Former President Bill Clinton argued recently that we should abolish the Electoral College in favor of a direct election with a runoff.
President Clinton said: “If you did it, the first question you gotta ask is, would we have more three-party or four-party national elections? If so, would we have to have a runoff?”
We need to replace the Electoral College with a direct election, but we also need a minimum threshold of 50% to stop fringe candidates from taking office.
As Alexander Hamilton wrote in Federalist 68:
Talents for low intrigue, and the little arts of popularity, may alone suffice to elevate a man to the first honors in a single State; but it will require other talents, and a different kind of merit, to establish him in the esteem and confidence of the whole Union, or of so considerable a portion of it as would be necessary to make him a successful candidate for the distinguished office of President of the United States.
According to historian Joseph Ellis:
The electoral college replicated the Great Compromise reached in July that gave the nationalists popular representation in the House, and the confederationists representation in the Senate. The disproportionate advantage that small states enjoyed in the Senate was thereby embedded in the electoral college.
In 1823, President Madison wrote a letter to George Hay.
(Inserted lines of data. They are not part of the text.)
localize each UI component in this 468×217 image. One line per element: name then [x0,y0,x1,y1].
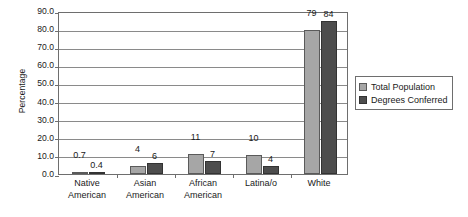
legend-swatch-icon [359,83,367,91]
x-axis-tick-mark [291,174,292,178]
y-axis-tick-label: 0.0 [18,170,54,179]
plot-area: 0.70.4461171047984 [58,12,348,175]
y-axis-tick-label: 80.0 [18,25,54,34]
x-axis-category-label: NativeAmerican [58,178,116,201]
y-axis-tick-label: 50.0 [18,79,54,88]
y-axis-tick-label: 20.0 [18,134,54,143]
legend-entry: Total Population [359,80,448,93]
x-axis-category-label-line: American [58,190,116,202]
bar [72,172,88,174]
x-axis-category-label: Latina/o [232,178,290,190]
x-axis-category-label: White [290,178,348,190]
bar [205,161,221,174]
y-axis-tick-label: 70.0 [18,43,54,52]
x-axis-category-label-line: Asian [116,178,174,190]
x-axis-category-label-line: African [174,178,232,190]
bar-group: 117 [175,13,233,174]
x-axis-category-label-line: American [174,190,232,202]
bar [89,172,105,174]
bar-group: 0.70.4 [59,13,117,174]
legend-label: Degrees Conferred [371,95,448,105]
x-axis-tick-mark [117,174,118,178]
bar-value-label: 0.7 [66,150,94,160]
y-axis-tick-label: 30.0 [18,116,54,125]
bar-value-label: 7 [199,149,227,159]
x-axis-category-label-line: Native [58,178,116,190]
bar-group: 46 [117,13,175,174]
y-axis-tick-label: 40.0 [18,98,54,107]
bar [263,166,279,173]
x-axis-category-label-line: Latina/o [232,178,290,190]
bar [321,21,337,173]
x-axis-tick-labels: NativeAmericanAsianAmericanAfricanAmeric… [58,178,348,214]
bar-chart-figure: Percentage 0.010.020.030.040.050.060.070… [0,0,468,217]
y-axis-tick-label: 10.0 [18,152,54,161]
x-axis-category-label: AfricanAmerican [174,178,232,201]
legend-entry: Degrees Conferred [359,93,448,106]
bar [130,166,146,173]
bar-value-label: 11 [182,132,210,142]
bar-value-label: 84 [315,9,343,19]
bar [147,163,163,174]
x-axis-category-label: AsianAmerican [116,178,174,201]
bar-group: 7984 [291,13,349,174]
chart-legend: Total PopulationDegrees Conferred [355,76,453,110]
x-axis-tick-mark [233,174,234,178]
bar-value-label: 10 [240,133,268,143]
bar [304,30,320,173]
y-axis-tick-label: 60.0 [18,61,54,70]
bar-value-label: 4 [257,154,285,164]
y-axis-tick-labels: 0.010.020.030.040.050.060.070.080.090.0 [18,6,54,176]
x-axis-tick-mark [175,174,176,178]
legend-swatch-icon [359,96,367,104]
y-axis-tick-mark [55,176,59,177]
y-axis-tick-label: 90.0 [18,7,54,16]
bar-group: 104 [233,13,291,174]
bar-value-label: 6 [141,151,169,161]
bar-value-label: 0.4 [83,160,111,170]
x-axis-category-label-line: White [290,178,348,190]
x-axis-category-label-line: American [116,190,174,202]
legend-label: Total Population [371,82,435,92]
He believed that the Electoral College was “so great a departure from the republican principle of numerical equality.”
According to political consultant David Shor, a respected data analyst, “One underrated thing about the 2020 election is that the partisan bias of the electoral college, already at it's largest point in nearly a century, got substantially larger. Democrats now need 52% of the vote in order to have a 50/50 chance of winning the presidency.”
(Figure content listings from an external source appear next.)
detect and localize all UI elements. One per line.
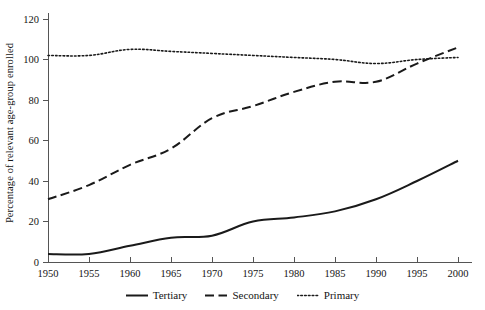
y-axis-tick-label: 80 <box>13 94 39 107</box>
series-line-primary <box>48 49 458 63</box>
x-axis-tick-label: 1965 <box>151 267 191 280</box>
chart-container: Percentage of relevant age-group enrolle… <box>0 0 485 310</box>
series-line-secondary <box>48 47 458 199</box>
legend-label: Primary <box>324 289 359 301</box>
x-axis-tick-label: 1950 <box>28 267 68 280</box>
series-line-tertiary <box>48 161 458 255</box>
x-axis-tick-label: 1980 <box>274 267 314 280</box>
legend-item-secondary[interactable]: Secondary <box>205 289 278 301</box>
y-axis-tick-label: 20 <box>13 215 39 228</box>
legend-item-tertiary[interactable]: Tertiary <box>126 289 188 301</box>
y-axis-tick-label: 120 <box>13 13 39 26</box>
x-axis-tick-label: 1970 <box>192 267 232 280</box>
x-axis-tick-label: 1985 <box>315 267 355 280</box>
y-axis-tick-label: 100 <box>13 53 39 66</box>
y-axis-tick-label: 60 <box>13 134 39 147</box>
axes <box>43 13 472 262</box>
legend-swatch-dotted-icon <box>297 291 319 300</box>
chart-legend: TertiarySecondaryPrimary <box>0 286 485 304</box>
x-axis-tick-label: 1955 <box>69 267 109 280</box>
legend-swatch-solid-icon <box>126 291 148 300</box>
legend-label: Secondary <box>232 289 278 301</box>
plot-area <box>0 0 485 310</box>
x-axis-tick-label: 2000 <box>438 267 478 280</box>
x-axis-tick-label: 1975 <box>233 267 273 280</box>
legend-swatch-dashed-icon <box>205 291 227 300</box>
legend-label: Tertiary <box>153 289 188 301</box>
x-axis-tick-label: 1960 <box>110 267 150 280</box>
data-series <box>48 47 458 254</box>
x-axis-tick-label: 1990 <box>356 267 396 280</box>
y-axis-tick-label: 40 <box>13 175 39 188</box>
legend-item-primary[interactable]: Primary <box>297 289 359 301</box>
x-axis-tick-label: 1995 <box>397 267 437 280</box>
If a split in the popular vote and electoral college becomes more common, it will only make politics more polarized. We need to bring down the temperature in Washington.
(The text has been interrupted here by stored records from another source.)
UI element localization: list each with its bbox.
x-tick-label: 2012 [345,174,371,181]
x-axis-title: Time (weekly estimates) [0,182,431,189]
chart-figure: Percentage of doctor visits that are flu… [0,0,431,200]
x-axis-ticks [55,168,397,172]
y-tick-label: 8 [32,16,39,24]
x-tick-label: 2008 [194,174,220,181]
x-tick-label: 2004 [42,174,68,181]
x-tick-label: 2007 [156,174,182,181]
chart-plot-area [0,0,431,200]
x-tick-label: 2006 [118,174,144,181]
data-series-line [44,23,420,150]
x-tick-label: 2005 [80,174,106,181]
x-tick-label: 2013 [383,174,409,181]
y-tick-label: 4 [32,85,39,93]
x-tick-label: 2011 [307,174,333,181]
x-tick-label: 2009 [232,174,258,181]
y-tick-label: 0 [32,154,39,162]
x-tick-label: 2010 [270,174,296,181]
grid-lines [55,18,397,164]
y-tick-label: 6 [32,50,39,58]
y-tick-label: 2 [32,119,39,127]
I think we should adopt the French model where a candidate must receive more than 50% in the first round of voting to prevent fringe candidates from winning by a plurality. If no one gets more than 50% in the first round, then the top two contenders go to a second round.
In 2002, fringe candidate Jean-Marie Le Pen managed to get second place in the first round. Le Pen had a long history of anti-Semitic comments.
Chirac won the second round by 82 percent. This was the biggest landslide in the history of the Fifth Republic.
I think the Democrats have a good reason to be upset that they won the popular vote in 2000 and 2016, and still lost the White House. I think most Republicans would be just as angry if it happened to them.
I hope the Democrats can understand that the Republicans are justifiably upset that the intelligence community was weaponized against them in 2016 and 2020. If members of the intelligence community, and the Washington establishment, are not held accountable for their previous actions, they will interfere again in 2024.
I don’t think we can convince millions of Democrats to work with the Republicans to reform the intelligence community unless we work with them to abolish the Electoral College.
As Thomas Jefferson wrote in the Declaration of Independence, governments derive their legitimacy “from the consent of the governed.” It would be easier to argue that a majority of voters should choose our president and not the FBI.
Although a constitutional amendment would be difficult, the states can adopt a majority-runoff system for members of House and Senate. Louisiana already has a majority-runoff system for Congressional and Senate elections.
Politicians cannot adequately govern this country unless they can acknowledge their mistakes and change course.
In his book Power Plays, author Dick Morris told President Clinton after the 1994 elections, “Do what Mitterrand did to Chirac.”
When Jacques Chirac’s Rally for the Republic (RPR) Party defeated the Socialists in 1986, President Francois Mitterrand allowed Chirac to be prime minister and implement his reforms. This marked the first period of “cohabitation” in France’s Fifth Republic where the president and prime minister were in different parties.
In France, the president oversees foreign affairs while the prime minister runs domestic policy. By the 1988 presidential election, Chirac lost because he completed his task.
Dick Morris told Clinton if he let the Republicans implement the popular aspects of their platform, the Republicans would have nothing to run on in 1996.
It was the political equivalent of Muhammad Ali’s rope-a-dope strategy. Chirac in 1988, and Dole in 1996, were much like George Foreman by the 8th round. They were out of gas and ready for a knock-out.
That’s how we can make Washington work again.
Robert Zapesochny is a researcher and writer whose work focuses on foreign affairs, national security and presidential history. He has been published in numerous outlets, including The American Spectator, the Washington Times, and The American Conservative. When he's not writing, Robert works for a medical research company in New York. Read Robert Zapesochny's Reports — More Here.